Youth justice system fails looked-after children, say MPs
Joe Lepper
Thursday, March 14, 2013
The youth justice system is letting down children in care and care leavers, according to a damning report by MPs.
The justice select committee’s report says councils and the youth justice services are not doing enough to prevent young people who have been in care being drawn into crime.
Alan Beith MP, the committee’s chair, said: “We were shocked by evidence we heard that vulnerable children across the UK are effectively being abandoned by children’s and social services.
“Public authorities have a duty to ensure looked-after children are not at greater risk of being drawn into the criminal justice system than other children simply because they do not live in family homes.”
He added that too often children in care are made to feel like criminals for poor behaviour that would usually be dealt with in families.
“We heard one example of the police being called to a children’s home to investigate a broken cup,” he said.
The committee’s report recommends that all councils, children’s homes and prosecutors have strategies in place to stop children in care from being criminalised for trivial incidents.
The MPs also want to see more social workers supporting care leavers and children in care in young offender institutions. This, they said, would help better co-ordinate support when they leave custody.
Custody, the committee added, should be limited to only “the most serious and prolific young offenders”.
The Youth Justice Board (YJB) was also criticised for focusing its budget on youth detention rather than early intervention work and alternative sentencing in the community.
The committee found that while the number of young people in custody halved over the past decade, two thirds of the YJB’s budget was still being spent on detention.
Councillor David Simmonds, chairman of the Local Government Association’s Children and Young People Board, welcomed this recommendation.
“The committee is right to highlight the crucial importance of early intervention,” he said.

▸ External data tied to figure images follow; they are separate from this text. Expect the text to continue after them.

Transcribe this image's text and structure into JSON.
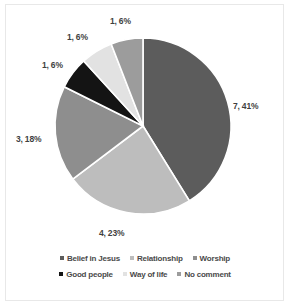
{
  "chart_data": {
    "type": "pie",
    "title": "",
    "subtitle": "",
    "xlabel": "",
    "ylabel": "",
    "grid": false,
    "legend_position": "bottom",
    "start_angle_deg": 0,
    "direction": "clockwise",
    "center": {
      "x": 143,
      "y": 126
    },
    "radius": 88,
    "total_count": 17,
    "categories": [
      "Belief in Jesus",
      "Relationship",
      "Worship",
      "Good people",
      "Way of life",
      "No comment"
    ],
    "values": [
      7,
      4,
      3,
      1,
      1,
      1
    ],
    "percentages": [
      41,
      23,
      18,
      6,
      6,
      6
    ],
    "colors": [
      "#5c5c5c",
      "#bdbdbd",
      "#8e8e8e",
      "#141414",
      "#e2e2e2",
      "#9c9c9c"
    ],
    "slices": [
      {
        "label": "Belief in Jesus",
        "value": 7,
        "percent": 41,
        "data_label": "7, 41%",
        "color": "#5c5c5c"
      },
      {
        "label": "Relationship",
        "value": 4,
        "percent": 23,
        "data_label": "4, 23%",
        "color": "#bdbdbd"
      },
      {
        "label": "Worship",
        "value": 3,
        "percent": 18,
        "data_label": "3, 18%",
        "color": "#8e8e8e"
      },
      {
        "label": "Good people",
        "value": 1,
        "percent": 6,
        "data_label": "1, 6%",
        "color": "#141414"
      },
      {
        "label": "Way of life",
        "value": 1,
        "percent": 6,
        "data_label": "1, 6%",
        "color": "#e2e2e2"
      },
      {
        "label": "No comment",
        "value": 1,
        "percent": 6,
        "data_label": "1, 6%",
        "color": "#9c9c9c"
      }
    ],
    "data_labels": [
      {
        "text": "7, 41%",
        "x": 233,
        "y": 101
      },
      {
        "text": "4, 23%",
        "x": 99,
        "y": 228
      },
      {
        "text": "3, 18%",
        "x": 16,
        "y": 134
      },
      {
        "text": "1, 6%",
        "x": 42,
        "y": 60
      },
      {
        "text": "1, 6%",
        "x": 67,
        "y": 32
      },
      {
        "text": "1, 6%",
        "x": 110,
        "y": 16
      }
    ]
  },
  "legend": {
    "rows": [
      [
        {
          "label": "Belief in Jesus",
          "color": "#5c5c5c"
        },
        {
          "label": "Relationship",
          "color": "#bdbdbd"
        },
        {
          "label": "Worship",
          "color": "#8e8e8e"
        }
      ],
      [
        {
          "label": "Good people",
          "color": "#141414"
        },
        {
          "label": "Way of life",
          "color": "#e2e2e2"
        },
        {
          "label": "No comment",
          "color": "#9c9c9c"
        }
      ]
    ]
  },
  "frame": {
    "border_color": "#e8e8e8",
    "background": "#ffffff"
  }
}
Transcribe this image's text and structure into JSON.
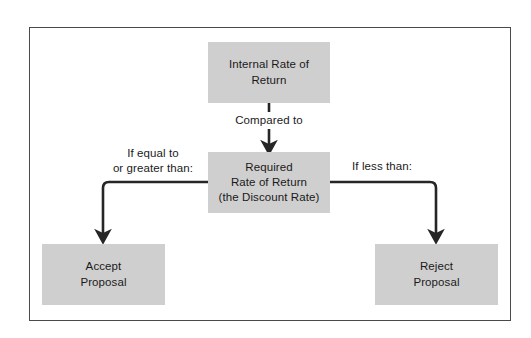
{
  "diagram": {
    "frame": {
      "border_color": "#4a4a4a",
      "background": "#ffffff"
    },
    "node_fill": "#cfcfcf",
    "text_color": "#1a1a1a",
    "connector_color": "#262626",
    "nodes": [
      {
        "id": "irr",
        "label": "Internal Rate of\nReturn"
      },
      {
        "id": "required",
        "label": "Required\nRate of Return\n(the Discount Rate)"
      },
      {
        "id": "accept",
        "label": "Accept\nProposal"
      },
      {
        "id": "reject",
        "label": "Reject\nProposal"
      }
    ],
    "edge_labels": [
      {
        "id": "compared-to",
        "label": "Compared to"
      },
      {
        "id": "if-equal-or-greater",
        "label": "If equal to\nor greater than:"
      },
      {
        "id": "if-less-than",
        "label": "If less than:"
      }
    ]
  }
}
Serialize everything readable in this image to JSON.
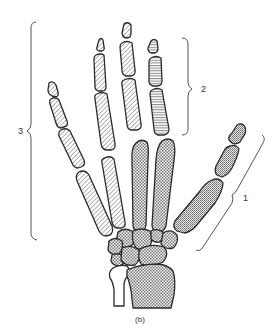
{
  "figure": {
    "caption": "(b)",
    "colors": {
      "background": "#ffffff",
      "outline": "#2a2a2a",
      "brace": "#555555"
    },
    "fills": {
      "diagonal_hatch": "phalanges of digits 2-5 (group 3)",
      "horizontal_hatch": "phalanges of middle digit region (group 2)",
      "fine_crosshatch": "thumb bones (group 1)",
      "checker_crosshatch": "metacarpals, carpals, radius and ulna"
    },
    "labels": [
      {
        "id": "group-1",
        "text": "1"
      },
      {
        "id": "group-2",
        "text": "2"
      },
      {
        "id": "group-3",
        "text": "3"
      }
    ]
  }
}
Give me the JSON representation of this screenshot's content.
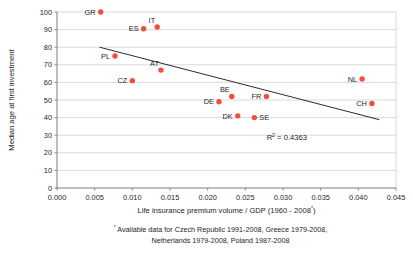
{
  "chart_data": {
    "type": "scatter",
    "title": "",
    "xlabel": "Life insurance premium volume / GDP (1960 - 2008*)",
    "ylabel": "Median age at first investment",
    "xlim": [
      0.0,
      0.045
    ],
    "ylim": [
      0,
      100
    ],
    "xticks": [
      "0.000",
      "0.005",
      "0.010",
      "0.015",
      "0.020",
      "0.025",
      "0.030",
      "0.035",
      "0.040",
      "0.045"
    ],
    "xtick_values": [
      0.0,
      0.005,
      0.01,
      0.015,
      0.02,
      0.025,
      0.03,
      0.035,
      0.04,
      0.045
    ],
    "yticks": [
      "0",
      "10",
      "20",
      "30",
      "40",
      "50",
      "60",
      "70",
      "80",
      "90",
      "100"
    ],
    "ytick_values": [
      0,
      10,
      20,
      30,
      40,
      50,
      60,
      70,
      80,
      90,
      100
    ],
    "grid": true,
    "legend": "none",
    "marker_color": "#f04e37",
    "trendline_color": "#231f20",
    "points": [
      {
        "label": "GR",
        "x": 0.0058,
        "y": 100.0,
        "label_side": "left"
      },
      {
        "label": "ES",
        "x": 0.0115,
        "y": 90.5,
        "label_side": "left"
      },
      {
        "label": "IT",
        "x": 0.0133,
        "y": 91.5,
        "label_side": "above-left"
      },
      {
        "label": "PL",
        "x": 0.0077,
        "y": 75.0,
        "label_side": "left"
      },
      {
        "label": "CZ",
        "x": 0.01,
        "y": 61.0,
        "label_side": "left"
      },
      {
        "label": "AT",
        "x": 0.0138,
        "y": 67.0,
        "label_side": "above-left"
      },
      {
        "label": "DE",
        "x": 0.0215,
        "y": 49.0,
        "label_side": "left"
      },
      {
        "label": "BE",
        "x": 0.0232,
        "y": 52.0,
        "label_side": "above-left"
      },
      {
        "label": "DK",
        "x": 0.024,
        "y": 41.0,
        "label_side": "left"
      },
      {
        "label": "SE",
        "x": 0.0262,
        "y": 40.0,
        "label_side": "right"
      },
      {
        "label": "FR",
        "x": 0.0278,
        "y": 52.0,
        "label_side": "left"
      },
      {
        "label": "NL",
        "x": 0.0405,
        "y": 62.0,
        "label_side": "left"
      },
      {
        "label": "CH",
        "x": 0.0418,
        "y": 48.0,
        "label_side": "left"
      }
    ],
    "trendline": {
      "x0": 0.00565,
      "y0": 80.0,
      "x1": 0.0428,
      "y1": 38.8
    },
    "annotations": [
      {
        "name": "r-squared",
        "text": "R",
        "sup": "2",
        "rest": " = 0.4363",
        "full": "R2 = 0.4363",
        "x": 0.0305,
        "y": 27.5
      }
    ]
  },
  "axis": {
    "x_title_main": "Life insurance premium volume / GDP (1960 - 2008",
    "x_title_star": "*",
    "x_title_close": ")",
    "y_title": "Median age at first investment"
  },
  "footnote": {
    "marker": "*",
    "line1": "Available data for Czech Republic 1991-2008, Greece 1979-2008,",
    "line2": "Netherlands 1979-2008, Poland 1987-2008"
  }
}
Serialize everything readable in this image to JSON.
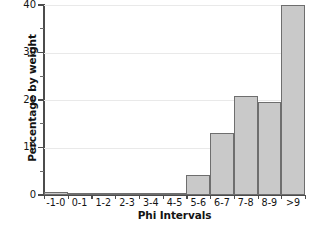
{
  "chart_data": {
    "type": "bar",
    "title": "",
    "xlabel": "Phi Intervals",
    "ylabel": "Percentage by weight",
    "categories": [
      "-1-0",
      "0-1",
      "1-2",
      "2-3",
      "3-4",
      "4-5",
      "5-6",
      "6-7",
      "7-8",
      "8-9",
      ">9"
    ],
    "values": [
      0.6,
      0.4,
      0.25,
      0.2,
      0.3,
      0.1,
      4.3,
      13.1,
      20.8,
      19.6,
      40.0
    ],
    "ylim": [
      0,
      40
    ],
    "xlim_categories": 11,
    "y_major_ticks": [
      0,
      10,
      20,
      30,
      40
    ],
    "y_minor_ticks": [
      5,
      15,
      25,
      35
    ],
    "y_tick_labels": [
      "0",
      "10",
      "20",
      "30",
      "40"
    ],
    "grid": true,
    "grid_axis": "y",
    "legend": false,
    "legend_position": "none",
    "bar_fill_color": "#c9c9c9",
    "bar_edge_color": "#6e6e6e",
    "axis_color": "#4c4c4c",
    "grid_color": "#e9e9e9",
    "text_color": "#131313",
    "background_color": "#ffffff"
  }
}
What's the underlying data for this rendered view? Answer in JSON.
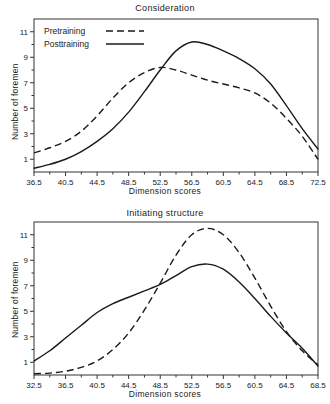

“However, by cutting councils’ early intervention grants, government has made it harder for local authorities to intervene early to provide support for children growing up in difficult circumstances.
"Councils support the committee’s call for the Youth Justice Board to invest more in early intervention.
"Local authorities will want to work closely with the board to target and provide this support to help improve the life chances of vulnerable children and reduce the risk of them getting into trouble.”
John Drew, the chief executive of the Youth Justice Board (YJB), said he welcomed the committee's acknowledgement that there have been "significant reductions in the numbers of first-time entrants to the youth justice system and the numbers of young people in custody".
"The YJB shares the committee's concern about the over-criminalisation of looked-after children," he added.
"We agree with the committee's view that this group of young people are among the most vulnerable and we believe strongly that more can be done to prevent them entering the youth justice system, as well as improving outcomes once in the system.
"Local authority children's services are responsible for the care of looked-after children and we are keen to work closely with local authorities, the police and the Department for Education to ensure that young people who do enter the youth justice system have their needs appropriately met."
The committee also raised concerns about the 17 per cent increase in the use of physical restraint in youth custody between 2010/11 and 2011/12.
In 254 cases during 2011/12 young people were injured while being restrained.
Deborah Coles, co-director of the charity Inquest, which supports families of young people who have died in custody, said: “Many of the issues of concern highlighted in this report are raised time and again at inquests into the deaths of vulnerable young people.
“As the committee has recognised, failings in the system of looked-after children, high levels of restraint, self-harm and ultimately death, are persistent features of the current youth justice system.”